The CD player is dead.......


I am still waiting for someone to explain why a cd player is superior to storing music on a hard drive and going to a dac. Probably because you all know it's not.

Every cd player has a dac. I'll repeat that. Every cd player has a dac. So if you can store the ones and zeros on a hard drive and use error correction JUST ONCE and then go to a high end dac, isn't that better than relying on a cd player's "on the fly" jitter correction every time you play a song? Not to mention the convenience of having hundreds of albums at your fingertips via an itouch remote.

If cd player sales drop, then will cd sales drop as well, making less music available to rip to a hard drive?
Maybe, but there's the internet to give us all the selection we've been missing. Has anyone been in a Barnes and Noble or Borders lately? The music section has shown shrinkage worse than George Costanza! This is an obvious sign of things to come.....

People still embracing cd players are the "comb over" equivalent of bald men. They're trying to hold on to something that isn't there and they know will ultimately vanish one day.

I say sell your cd players and embrace the future of things to come. Don't do the digital "comb over".
devilboy
I would still rather operate a high-end CD player,
than a computer based music system. It just feels better.
Devilboy,
To me it looks like you want to show off your new Weiss DAC!! Gimme a break from the computers...it's my profession. Don't want them when I relax!!!!
Devilboy,

I have had a Levinson No. 31 and Sony SCD1 amoung other players, so I feel qualified to comment and think my hard drive sounds just as good.

Now to be fair, it's more fun (albeit less convenient) and a more luxurious experience to load discs into an exotic, expensive and mysterious device, than to click on a piece of plastic, in the same way that it's more fun to go 100 MPH in a Ferrari than it is in a Nissan.

The real reason the "comb over" persists, however, is because no one has yet been ingenious enough to figure out how to put a $500 computer in a fancy aluminum chassis and get neurotic audiophiles like myself to shell out $10,000 for it.

As to the high margin buggy whip salesmen and/or enthusiasts above warning of the dangers of hard drives - do they not understand that hard drives can be backed up??

I have been using computers since 1982, and I have never experienced a hard drive failure. I am now typing on a Lenovo netbook, which has been on about 10 hours a day, 7 days a week, for 3 years and also has yet to fail. But I back it up regularly, so who cares if it does fail?

Further to defending things which are supposedly horribly unreliable and no substitute for overpriced audiophile gear, I have had a Behringer DEC2496 and 3 Behringer A500s turned on all day, every day, for about 3 years now. They are all working perfectly and going strong.

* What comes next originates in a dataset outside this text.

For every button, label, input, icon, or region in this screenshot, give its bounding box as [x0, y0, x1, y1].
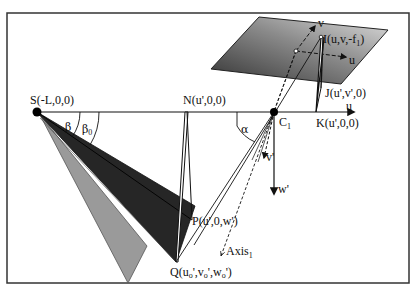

Vinyl may not be dead, but yes, I would agree the CD player is dead.
This past CES I had a chance to audition the Sonic Weld USB interface in my system. It was my first direct experience with computer audio. I didn't do anything special to configure my MacBook, just ripped a few CDs (AIFF, error correction) to iTunes and played them back. The computer fed the Sonic Weld via USB and the Sonic Weld fed my DAC via SPDIF. I have to admit the sound was exceptional and compared very favorably to my transport/DAC. However, I never pulled the trigger. It just boiled down to two things:

1. I'm not ready for computer audio. Having followed the PC Audio forum on Audio Asylum the discussions over there can be pretty intimidating, even for someone like myself who is in the computer software industry. Also, those inmates can be just as bad as some vinyl/analog addicts I know ;).

2. The last sentence above leads me to acknowledge that my primary media is vinyl and recently analog reel tape. I greatly enjoy spinning records and my new found interest in analog reel tape conjures up memories of earlier times when tape (cassette) was my only source. Not to mention back then I did a lot of recording, including live shows, and now I have found equal fun recording music on reel tape.

As jaybo said, all media is good if it plays music. Pick your format(s) and most importantly have fun with it.

Oh, and go see live performances as much as possible. There still no real substitute for live music IMO.